Shifts in $283B specialty pharma market present big opportunities

Within the $283 billion specialty pharma market, one critical but inefficient niche – specialty patient services –  has become an open target for disruption. A reckoning looms in 2022 for the beleaguered patient services sector, as two competing and unsustainable trends in patient services come to a head: While pharma spending on patient support continues to increase, patient utilization of these services keeps plummeting

Something has to give. The stakes for patients and specialty brands are too high to continue with a model that fails to deliver economies of scale.  

 

A “fractured mess” costs pharma brands $76 billion every year 

Over half of all drug spending in the U.S. is dedicated to the tiny category of specialty drugs, which comprise only 2% of all prescriptions, yet this colossal market is a fractured mess. The sheer volume of patient services and guidance resources – from apps to websites to other digital channels – has become an onslaught that overwhelms and confuses patients. This breakdown has led to a stunningly low rate of engagement with patient services, dropping in the past five years from a low 19% to an abysmal 16%. Eighty-four percent of patients fail to make use of any patient services support whatsoever. 

The result? In spite of ever-increasing investment, patient onboarding and adherence rates have remained unchanged or diminished for years. Up to 27% of prescriptions and therapies are abandoned or never started at all, costing pharma companies $76 billion in lost revenue annually.

The solution is not another app. Rather, specialty pharma leaders are recognizing that they must embrace a dominant force driving other parts of healthcare: Interoperability. That means requiring their vendors to step out of their silos and embrace a mindset of collaboration and connectivity. 

 

Interoperability is the course correction needed by specialty patient services 

The success of a specialty drug launch rises and falls based upon the success rates of getting patients to onboard therapy, or “number of patient starts” in industry jargon. To address the increased complexity of therapy onboarding, pharma brands have increased their investment in patient services to reach $26B in recent years, an investment that has resulted in a bombardment of resources to help patients through each part of their journey. The mindset driving this frenzy can best be summed up as “more is more.” More apps, websites, channels – anything to “meet patients where they are.”

Patient support vendors that handle single points of connection have become unwitting participants in this fragmented ecosystem, helpless to fix the problem because they all have their own processes and limitations. These vendors may have the best of intentions, hoping to ease the patient journey with distinct connection points. But in the process, they have simply added more silos to the journey.   

Pharma’s patient services teams are still RFI’ing, RFP’ing, and contracting each vendor separately. With vendor connectivity as an afterthought, patients end up hopping endlessly from silo to silo, using (or more often ignoring) resources provided by myriad stakeholders in their specialty medication journey.

Much of the specialty industry would love nothing more than a bold course correction that instills order upon a chaotic landscape. Interoperability is that course correction. 

 

New venture money is only reinforcing the silos

Looking back at patient services, companies like RelayHealth, CoverMyMeds and SureScripts became the market leaders by connecting silos. More recently, NFX partner James Currier pointed out how enterprise gateway marketplaces like Jiff, Candex, and Scientist.com represent a new model for efficiencies within large corporate bureaucracies, signaling the potential for entire industry transformations.

These lessons have not been absorbed within the patient services space, as venture and private equity money in this sector are still pouring mostly into upgrading existing silos with modern technologies. Truepill, for example, which is aiming to digitize the pharmacy, raised a total of $256 million since the company’s inception five years ago. General Atlantic invested in CareMetx, becoming a “digital hub” and acquiring Phyz Healthcare along the way.  TrialCard acquired Mango Health in an attempt to reinforce its hub with mobile app capabilities.

These are all still silos. No dominant connector (or EGM) has yet to emerge within specialty patient services.

A white space awaits.

 

The specialty market is overdue for an overhaul

The drive towards value-based care demands far greater efficiency than exists in the specialty market today. The solution lies in technological advances that are bridging the digital silos in the patient journey. 

Interoperability throughout the patient journey dismantles the fragmentation that plagues the specialty patient experience and hinders the success of patients and their medication brands. This shift involves thinking not just about an individual connection but about how to streamline every touchpoint along the way. It changes “meeting patients where they are” to “carrying them to where they need to be.”

Interoperability reframes how patients experience their journey, and it presents an exciting opportunity for pioneers to gain first-mover advantage. A goldmine of potential upside awaits those who recognize that the patient journey is in crisis and that the solution is interoperability.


- _Requirement_:
Please retype the entries below word for word, passing over every picture.

:: Task material

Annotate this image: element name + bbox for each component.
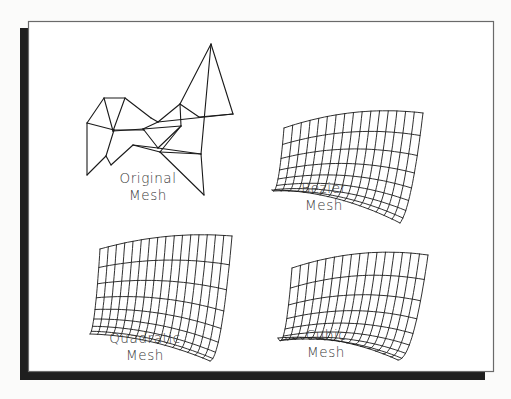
cubic-mesh-label-line2: Mesh — [306, 344, 347, 361]
frame-shadow-bottom — [20, 371, 485, 380]
bezier-mesh-label: Bezier Mesh — [301, 180, 346, 214]
original-mesh-label: Original Mesh — [119, 170, 176, 204]
quadratic-mesh-label-line2: Mesh — [109, 347, 181, 364]
bezier-mesh-label-line1: Bezier — [301, 180, 346, 197]
bezier-mesh-label-line2: Mesh — [301, 197, 346, 214]
cubic-mesh-label-line1: Cubic — [306, 327, 347, 344]
original-mesh-label-line2: Mesh — [119, 187, 176, 204]
quadratic-mesh-label-line1: Quadratic — [109, 330, 181, 347]
cubic-mesh-label: Cubic Mesh — [306, 327, 347, 361]
frame-shadow-left — [20, 28, 29, 380]
mesh-figure — [0, 0, 511, 399]
quadratic-mesh-label: Quadratic Mesh — [109, 330, 181, 364]
original-mesh-label-line1: Original — [119, 170, 176, 187]
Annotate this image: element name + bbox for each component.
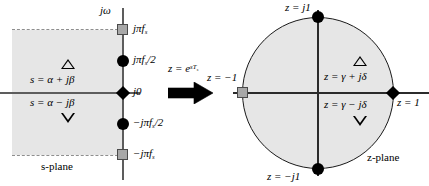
s-plane-triangle-up-icon xyxy=(61,59,75,69)
s-plane-label-neg-jpifs-over-2: −jπfs/2 xyxy=(133,117,163,130)
z-plane-lower-point-label: z = γ − jδ xyxy=(324,99,367,110)
s-plane-upper-point-label: s = α + jβ xyxy=(30,74,74,85)
z-plane-marker-j1 xyxy=(312,11,324,23)
s-plane-axis-label-jomega: jω xyxy=(100,5,111,16)
s-plane-marker-neg-jpifs xyxy=(117,149,128,160)
s-plane-label-jpifs: jπfs xyxy=(133,23,147,36)
z-plane-panel: z = j1 z = −1 z = 1 z = −j1 z = γ + jδ z… xyxy=(205,0,429,186)
z-plane-imaginary-axis xyxy=(317,10,319,176)
z-plane-label-neg-j1: z = −j1 xyxy=(267,171,300,182)
s-plane-marker-neg-jpifs-over-2 xyxy=(117,118,129,130)
s-plane-shade-bottom-border xyxy=(12,155,123,156)
z-plane-label-neg1: z = −1 xyxy=(207,72,237,83)
s-plane-shade-top-border xyxy=(12,29,123,30)
s-plane-marker-jpifs xyxy=(117,24,128,35)
z-plane-marker-neg-j1 xyxy=(312,163,324,175)
figure-canvas: jω jπfs jπfs/2 j0 −jπfs/2 −jπfs s = α + … xyxy=(0,0,429,186)
s-plane-label-jpifs-over-2: jπfs/2 xyxy=(133,54,156,67)
z-plane-triangle-up-icon xyxy=(353,56,367,66)
s-plane-triangle-down-icon xyxy=(61,113,75,123)
z-plane-caption: z-plane xyxy=(367,152,399,163)
z-plane-label-pos1: z = 1 xyxy=(397,97,420,108)
s-plane-label-neg-jpifs: −jπfs xyxy=(133,148,155,161)
s-plane-caption: s-plane xyxy=(41,161,73,172)
s-plane-lower-point-label: s = α − jβ xyxy=(30,97,74,108)
z-plane-upper-point-label: z = γ + jδ xyxy=(324,71,367,82)
transform-equation-label: z = esTs xyxy=(168,62,198,74)
z-plane-label-j1: z = j1 xyxy=(285,2,311,13)
s-plane-marker-jpifs-over-2 xyxy=(117,55,129,67)
z-plane-triangle-down-icon xyxy=(353,116,367,126)
z-plane-marker-neg1 xyxy=(237,87,248,98)
s-plane-label-j0: j0 xyxy=(133,86,142,97)
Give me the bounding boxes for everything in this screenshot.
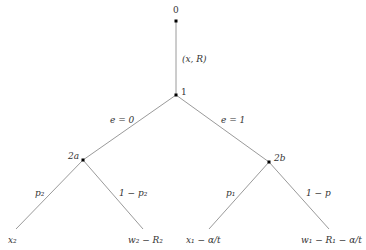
- edge-label-e1: e = 1: [221, 116, 245, 125]
- edge-label-e0: e = 0: [110, 116, 134, 125]
- leaf-x1: x₁ − α/t: [186, 236, 221, 245]
- node-0: [175, 20, 178, 23]
- edge-1-2a: [83, 95, 176, 160]
- edge-2a-x2: [16, 160, 83, 229]
- node-2a-label: 2a: [68, 152, 79, 161]
- node-1: [175, 94, 178, 97]
- leaf-w2-R2: w₂ − R₂: [128, 236, 163, 245]
- leaf-w1-R1: w₁ − R₁ − α/t: [301, 236, 362, 245]
- edge-label-action: (x, R): [182, 55, 207, 64]
- node-2a: [82, 159, 85, 162]
- edge-1-2b: [176, 95, 269, 162]
- edge-2b-x1: [209, 162, 269, 229]
- edge-label-1-p: 1 − p: [306, 189, 331, 198]
- edge-label-1-p2: 1 − p₂: [119, 189, 147, 198]
- node-2b: [268, 161, 271, 164]
- node-2b-label: 2b: [274, 154, 286, 163]
- node-1-label: 1: [181, 88, 187, 97]
- edge-label-p2: p₂: [35, 189, 44, 198]
- edge-label-p1: p₁: [226, 189, 235, 198]
- node-0-label: 0: [173, 6, 179, 15]
- leaf-x2: x₂: [8, 236, 17, 245]
- game-tree: [0, 0, 366, 250]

::::

- _Your solution_:
Annotate this image: element name + bbox for each component.
cubic-mesh-label-line2: Mesh — [306, 344, 347, 361]
frame-shadow-bottom — [20, 371, 485, 380]
bezier-mesh-label: Bezier Mesh — [301, 180, 346, 214]
original-mesh-label: Original Mesh — [119, 170, 176, 204]
quadratic-mesh-label-line2: Mesh — [109, 347, 181, 364]
bezier-mesh-label-line1: Bezier — [301, 180, 346, 197]
bezier-mesh-label-line2: Mesh — [301, 197, 346, 214]
cubic-mesh-label-line1: Cubic — [306, 327, 347, 344]
original-mesh-label-line2: Mesh — [119, 187, 176, 204]
quadratic-mesh-label-line1: Quadratic — [109, 330, 181, 347]
cubic-mesh-label: Cubic Mesh — [306, 327, 347, 361]
frame-shadow-left — [20, 28, 29, 380]
mesh-figure — [0, 0, 511, 399]
quadratic-mesh-label: Quadratic Mesh — [109, 330, 181, 364]
original-mesh-label-line1: Original — [119, 170, 176, 187]
Annotate this image: element name + bbox for each component.
s-plane-triangle-up-icon xyxy=(61,59,75,69)
s-plane-label-neg-jpifs-over-2: −jπfs/2 xyxy=(133,117,163,130)
z-plane-lower-point-label: z = γ − jδ xyxy=(324,99,367,110)
s-plane-upper-point-label: s = α + jβ xyxy=(30,74,74,85)
z-plane-marker-j1 xyxy=(312,11,324,23)
s-plane-axis-label-jomega: jω xyxy=(100,5,111,16)
s-plane-marker-neg-jpifs xyxy=(117,149,128,160)
s-plane-label-jpifs: jπfs xyxy=(133,23,147,36)
z-plane-panel: z = j1 z = −1 z = 1 z = −j1 z = γ + jδ z… xyxy=(205,0,429,186)
z-plane-imaginary-axis xyxy=(317,10,319,176)
z-plane-label-neg-j1: z = −j1 xyxy=(267,171,300,182)
s-plane-marker-neg-jpifs-over-2 xyxy=(117,118,129,130)
s-plane-shade-bottom-border xyxy=(12,155,123,156)
z-plane-label-neg1: z = −1 xyxy=(207,72,237,83)
s-plane-shade-top-border xyxy=(12,29,123,30)
s-plane-marker-jpifs xyxy=(117,24,128,35)
z-plane-marker-neg-j1 xyxy=(312,163,324,175)
figure-canvas: jω jπfs jπfs/2 j0 −jπfs/2 −jπfs s = α + … xyxy=(0,0,429,186)
s-plane-label-jpifs-over-2: jπfs/2 xyxy=(133,54,156,67)
z-plane-triangle-up-icon xyxy=(353,56,367,66)
s-plane-triangle-down-icon xyxy=(61,113,75,123)
z-plane-caption: z-plane xyxy=(367,152,399,163)
z-plane-label-pos1: z = 1 xyxy=(397,97,420,108)
s-plane-label-neg-jpifs: −jπfs xyxy=(133,148,155,161)
s-plane-caption: s-plane xyxy=(41,161,73,172)
s-plane-lower-point-label: s = α − jβ xyxy=(30,97,74,108)
z-plane-upper-point-label: z = γ + jδ xyxy=(324,71,367,82)
transform-equation-label: z = esTs xyxy=(168,62,198,74)
z-plane-label-j1: z = j1 xyxy=(285,2,311,13)
s-plane-marker-jpifs-over-2 xyxy=(117,55,129,67)
z-plane-triangle-down-icon xyxy=(353,116,367,126)
z-plane-marker-neg1 xyxy=(237,87,248,98)
s-plane-label-j0: j0 xyxy=(133,86,142,97)
Give me the bounding boxes for everything in this screenshot.
- edge-label-e1: e = 1: [221, 116, 245, 125]
- edge-label-e0: e = 0: [110, 116, 134, 125]
- leaf-x1: x₁ − α/t: [186, 236, 221, 245]
- node-0: [175, 20, 178, 23]
- edge-1-2a: [83, 95, 176, 160]
- edge-2a-x2: [16, 160, 83, 229]
- node-2a-label: 2a: [68, 152, 79, 161]
- node-1: [175, 94, 178, 97]
- leaf-w2-R2: w₂ − R₂: [128, 236, 163, 245]
- leaf-w1-R1: w₁ − R₁ − α/t: [301, 236, 362, 245]
- edge-label-action: (x, R): [182, 55, 207, 64]
- node-2a: [82, 159, 85, 162]
- edge-1-2b: [176, 95, 269, 162]
- edge-2b-x1: [209, 162, 269, 229]
- edge-label-1-p: 1 − p: [306, 189, 331, 198]
- edge-label-1-p2: 1 − p₂: [119, 189, 147, 198]
- node-2b: [268, 161, 271, 164]
- node-2b-label: 2b: [274, 154, 286, 163]
- node-1-label: 1: [181, 88, 187, 97]
- edge-label-p2: p₂: [35, 189, 44, 198]
- edge-label-p1: p₁: [226, 189, 235, 198]
- node-0-label: 0: [173, 6, 179, 15]
- leaf-x2: x₂: [8, 236, 17, 245]
- game-tree: [0, 0, 366, 250]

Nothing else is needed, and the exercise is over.